This page needs to be proofread.
30
HISTORY OF GREECE.

special meeting, the question of compliance or refusal was formally debated. Notwithstanding the thirty years' truce then subsisting, of which only six years had elapsed, and which had been noway violated by Athens, — many of the allies of Sparta voted for assisting the Samians: what part Sparta herself took, we do not know, — but the Corinthians were the main and decided advocates for the negative. They not only contended that the truce distinctly forbade compliance with the Samian request, but also recognized the right of each confederacy to punish its own recusant members, and this was the decision ultimately adopted, for which the Corinthians afterwards took credit, in the eyes of Athens, as the chief authors.[1] Certainly, if the contrary policy had been pursued, the Athenian empire might have been in great danger, the Phenician fleet would probably have been brought in also, and the future course of events might have been greatly altered.

Again, after the reconquest of Samos, we should assume it almost as a matter of certainty, that the Athenians would renew the democratical government which they had set up just before the revolt.
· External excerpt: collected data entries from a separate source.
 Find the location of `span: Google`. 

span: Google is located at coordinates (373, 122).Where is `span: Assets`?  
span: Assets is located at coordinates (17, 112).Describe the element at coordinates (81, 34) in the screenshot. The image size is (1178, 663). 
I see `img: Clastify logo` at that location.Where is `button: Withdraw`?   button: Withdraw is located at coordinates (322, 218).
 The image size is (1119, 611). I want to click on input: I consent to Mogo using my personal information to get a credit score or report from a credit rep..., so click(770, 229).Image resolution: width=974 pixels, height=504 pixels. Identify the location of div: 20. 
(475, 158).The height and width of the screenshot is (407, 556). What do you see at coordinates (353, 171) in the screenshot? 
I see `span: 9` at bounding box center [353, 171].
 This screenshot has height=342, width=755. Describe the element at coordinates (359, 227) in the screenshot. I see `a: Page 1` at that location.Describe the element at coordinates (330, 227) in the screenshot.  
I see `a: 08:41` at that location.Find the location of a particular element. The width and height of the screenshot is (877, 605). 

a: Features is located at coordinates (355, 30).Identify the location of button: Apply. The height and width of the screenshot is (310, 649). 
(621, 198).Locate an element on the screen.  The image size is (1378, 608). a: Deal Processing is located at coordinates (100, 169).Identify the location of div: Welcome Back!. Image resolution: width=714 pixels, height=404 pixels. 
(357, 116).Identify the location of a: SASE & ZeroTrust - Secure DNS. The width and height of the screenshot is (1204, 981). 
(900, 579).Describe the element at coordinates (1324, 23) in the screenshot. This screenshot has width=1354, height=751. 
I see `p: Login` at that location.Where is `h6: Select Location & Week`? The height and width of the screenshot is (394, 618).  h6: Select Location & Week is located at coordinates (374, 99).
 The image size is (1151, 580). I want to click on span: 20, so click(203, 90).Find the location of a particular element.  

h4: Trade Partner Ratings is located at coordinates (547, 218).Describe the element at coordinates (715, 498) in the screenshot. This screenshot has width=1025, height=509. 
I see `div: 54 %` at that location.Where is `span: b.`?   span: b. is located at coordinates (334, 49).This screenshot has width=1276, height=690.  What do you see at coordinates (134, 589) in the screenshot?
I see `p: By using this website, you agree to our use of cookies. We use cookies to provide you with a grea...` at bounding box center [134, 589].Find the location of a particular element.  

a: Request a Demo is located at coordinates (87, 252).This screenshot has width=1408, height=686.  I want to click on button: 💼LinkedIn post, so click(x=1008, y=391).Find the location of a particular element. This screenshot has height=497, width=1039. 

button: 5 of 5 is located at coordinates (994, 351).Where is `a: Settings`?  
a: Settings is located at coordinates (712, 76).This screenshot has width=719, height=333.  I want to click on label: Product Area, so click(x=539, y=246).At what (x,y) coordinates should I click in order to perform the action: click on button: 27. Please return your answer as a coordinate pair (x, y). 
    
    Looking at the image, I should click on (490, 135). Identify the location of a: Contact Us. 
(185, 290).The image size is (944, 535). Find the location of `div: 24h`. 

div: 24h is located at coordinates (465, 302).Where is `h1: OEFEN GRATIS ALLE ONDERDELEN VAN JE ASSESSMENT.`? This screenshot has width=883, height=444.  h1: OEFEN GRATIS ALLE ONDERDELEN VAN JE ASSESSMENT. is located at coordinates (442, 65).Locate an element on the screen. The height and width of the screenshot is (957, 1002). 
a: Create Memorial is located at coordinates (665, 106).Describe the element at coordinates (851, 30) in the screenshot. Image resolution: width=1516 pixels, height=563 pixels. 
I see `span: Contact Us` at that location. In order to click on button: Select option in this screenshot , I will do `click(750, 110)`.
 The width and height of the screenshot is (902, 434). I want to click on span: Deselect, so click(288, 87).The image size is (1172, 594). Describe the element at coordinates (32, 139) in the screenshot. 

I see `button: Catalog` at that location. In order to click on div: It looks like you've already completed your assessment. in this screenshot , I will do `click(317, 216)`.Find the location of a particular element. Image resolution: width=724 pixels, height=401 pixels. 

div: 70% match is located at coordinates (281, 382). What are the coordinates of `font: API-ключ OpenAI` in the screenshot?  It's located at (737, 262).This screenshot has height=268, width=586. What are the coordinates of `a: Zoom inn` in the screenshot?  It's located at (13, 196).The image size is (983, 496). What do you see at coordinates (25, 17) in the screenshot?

Yet, if they did so, it must have been again overthrown, without any attempt to uphold it on the part of Athens. For we hardly hear of Samos again, until twenty-seven years afterwards, towards the latter division of the Peloponnesian war, in 412 B.C., and it then appears with an established oligarchical government of geomori, or landed proprietors, against which the people make a successful rising during the course of that year.[2] As Samos remained, during the interval between 439 B.C. and 412 B.C., unfortified, deprived of its fleet, and enrolled among the tribute-paying allies of Athens, and as it, nevertheless, either retained or acquired its oligarchical government; so we may conclude that Athens cannot have systematically interfered to democratize by violence the subject-allies, in cases where the natural tendency of parties ran towards oligarchy. The condition of Lesbos at the time of its revolt, hereafter to be related, will be found to confirm this conclusion.[3]


  1. Thucyd. i, 40, 41.
  2. Thucyd. viii, 21.
  3. Compare Wachsmuth, Hellenische Alterthumskunde, sect. 58, vol. ii, p 82.